Sometimes it is funny to see when bullshit get a nice moke up.
Quoted from MobileRead thread. Read the article here in question.
“Believe it or not, but PDA sales are breaking records. At least if you follow Gartner's latest research report:
Worldwide personal digital assistant (PDA) shipments totaled 3.4 million units in the first quarter of 2005, a 25 percent increase from the same period last year, according to Gartner, Inc. This was the strongest first quarter the industry has experienced.
Of course I'd be more than happy to believe the story. Didn't we all talk about the imminent death of the PDA the other day? Now look at that. A 25% growth to a total of 3,419,112 PDAs shipped in 1Q05.
Look closer. And here is why this report is not worth a plugged nickel:
Notes: Totals do not include smartphones, such as the Treo 650 and BlackBerry 7100, but include wireless PDAs, such as the iPAQ 6315 and Nokia 9300.
Since when is Nokia a PDA vendor? If I remember correctly, Nokia has never referred to any of its products as a PDA. Smartphone! Nokia talks about smartphones. And adding the Nokia 9300 to the lists and leaving out the Treo 650? How absurd.
The cat is out, now tell me who is sponsoring Gartner's statistics?”
Hugh :-) the article has raised quite a bit of sound even here.
2:45 PM
I am the same anonymous who was critical about advertising industry being run by low level people. Chandana, what I wanted to point out was that education, apart from in a proffessional field is quite a measure of intellectual capacity rather than learning some theory. In A/L and O/L we try to asses a person's abolity to assimilate and apply knowledge. So a person less capable of dealing with knowledge is given a lower place in tradional education system. Such a person no matter what field [eg advertising] he chooses tends to cling to his lower intellectual capabilities which manifests as lack of crativity. This together with forced invasion of low Indian culture by Sirasa TV etc are the causes of the pathetic [many may not realise] state of our media + advertising industries.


About this task.
Word for word, reproduce each line of the data below, omitting every image.

--- Input records Enclosed Below ---

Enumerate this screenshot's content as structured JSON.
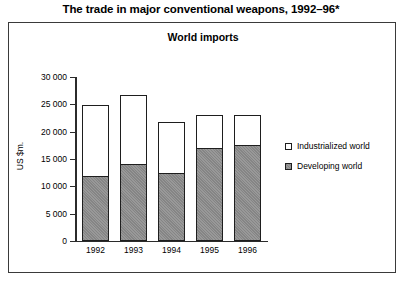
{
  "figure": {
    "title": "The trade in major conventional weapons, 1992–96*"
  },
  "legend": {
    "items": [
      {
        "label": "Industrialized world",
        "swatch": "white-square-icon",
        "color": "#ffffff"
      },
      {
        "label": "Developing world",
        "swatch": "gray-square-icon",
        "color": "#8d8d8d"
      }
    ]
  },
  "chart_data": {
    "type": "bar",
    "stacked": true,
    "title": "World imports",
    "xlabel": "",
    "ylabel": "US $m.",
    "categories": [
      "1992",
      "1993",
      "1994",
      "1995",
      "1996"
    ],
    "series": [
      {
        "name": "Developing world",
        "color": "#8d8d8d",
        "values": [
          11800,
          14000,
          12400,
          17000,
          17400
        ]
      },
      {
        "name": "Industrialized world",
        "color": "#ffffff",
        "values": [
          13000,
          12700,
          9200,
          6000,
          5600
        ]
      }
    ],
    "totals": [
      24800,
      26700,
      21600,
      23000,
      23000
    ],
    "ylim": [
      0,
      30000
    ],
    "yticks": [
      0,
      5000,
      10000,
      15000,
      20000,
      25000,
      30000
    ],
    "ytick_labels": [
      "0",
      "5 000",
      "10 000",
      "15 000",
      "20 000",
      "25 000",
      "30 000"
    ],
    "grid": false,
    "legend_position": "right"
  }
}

--- End of Enclosed Input records ---

Result for this task.
Enumerate this screenshot's content as structured JSON.
{
  "figure": {
    "title": "The trade in major conventional weapons, 1992–96*"
  },
  "legend": {
    "items": [
      {
        "label": "Industrialized world",
        "swatch": "white-square-icon",
        "color": "#ffffff"
      },
      {
        "label": "Developing world",
        "swatch": "gray-square-icon",
        "color": "#8d8d8d"
      }
    ]
  },
  "chart_data": {
    "type": "bar",
    "stacked": true,
    "title": "World imports",
    "xlabel": "",
    "ylabel": "US $m.",
    "categories": [
      "1992",
      "1993",
      "1994",
      "1995",
      "1996"
    ],
    "series": [
      {
        "name": "Developing world",
        "color": "#8d8d8d",
        "values": [
          11800,
          14000,
          12400,
          17000,
          17400
        ]
      },
      {
        "name": "Industrialized world",
        "color": "#ffffff",
        "values": [
          13000,
          12700,
          9200,
          6000,
          5600
        ]
      }
    ],
    "totals": [
      24800,
      26700,
      21600,
      23000,
      23000
    ],
    "ylim": [
      0,
      30000
    ],
    "yticks": [
      0,
      5000,
      10000,
      15000,
      20000,
      25000,
      30000
    ],
    "ytick_labels": [
      "0",
      "5 000",
      "10 000",
      "15 000",
      "20 000",
      "25 000",
      "30 000"
    ],
    "grid": false,
    "legend_position": "right"
  }
}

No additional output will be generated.